SABe TV and Iftikar Gilani

BY mannika| IN Media Practice | 21/01/2003
The interview was a classic example of the triumph of headline hunting over quality; of bias over balance.
 

(Extracted from Remote Control, The Statesman, January 17, 2003)

 

Mannika Chopra

 


It was only a matter of time before television channels swooped down to interview the Kashmiri journalist, Syed Iftikar Gilani who was released from a seven-month stint in jail this week. Gilani`s case showed how much  the current establishment revers press freedom. The journalist, along with a large section of the media community,  had been protesting his innocence from the day he was handcuffed and bunged behind bars.

So who got there first? Apparently Sabe TV who billed it as an exclusive as the red ticker tape told us repeatedly but, wait a second, didn`t I see a considerably shriveled Gilani on Jain TV and a number of other channels before he had a tete-a-tete with Swati Chaturvedi on  `Kuch Khas Batein?’  Maybe I was seeing a repeat telecast on SabeTV.

"Be that as it may", as a well-known editor was known to write in every third edit of his. The interview was a classic example of the triumph of headline hunting over quality; of bias over balance. Chaturvedi who in the past has been known to buttonhole the likes of Uma Bharati, Pravin Togadia and Raj Thackeray seemed anxious to find out whether Gilani`s views (read loyalty) towards the Indian state had changed after his tryst with Tihar. From suitable directness she changed her approach to that of bold and reckless.

Tresses flying, Chaturvedi badgered first softly, then sternly. It was a mixture of humour, bile and smidgens of score settling. She questioned the scribe on how he, as a Kashmiri Muslim, now felt towards the Indian establishment which had unfairly incarcerated him? How he, as the son-in-law of the hard line Hurriyat leader, Syeed Geelani, now felt about
Kashmir`s accession to Pakistan? She asked him when he would join politics. She, unsuccessfully, tried to hound the journalist into saying that had this incident happened in Pakistan it was unlikely that he would have been released at all.

Tell me should Gilani have been grateful for being jailed for seven
months in
Delhi
rather than how ever many years he would have been in
Islamabad
?  Should he have been whooping with joy, sending perfumed
thank you notes to the government for being put in jail for over 200
days for no fault of his and then being set free by the Supreme Court?

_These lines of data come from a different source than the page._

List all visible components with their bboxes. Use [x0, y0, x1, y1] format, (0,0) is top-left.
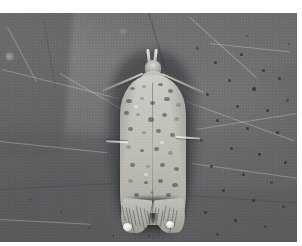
plate-margin-top: [0, 0, 302, 13]
image-frame: moth: [0, 0, 302, 246]
plate-margin-right: [297, 0, 302, 246]
plate-margin-bottom: [0, 242, 302, 246]
photo-grain-overlay: [0, 13, 297, 242]
moth-photograph: [0, 13, 297, 242]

It almost seemed that Chaturvedi was hoping to provoke Gilani into
saying something that would have given some comfort to the Ministry of Home Affairs and somehow justified what it had done. Or worse perhaps put him back in the slammer. In the process of this hounding the arc of Geelani`s tumultuous story got left behind and its absence entirely distorted the tenor of the dialogue.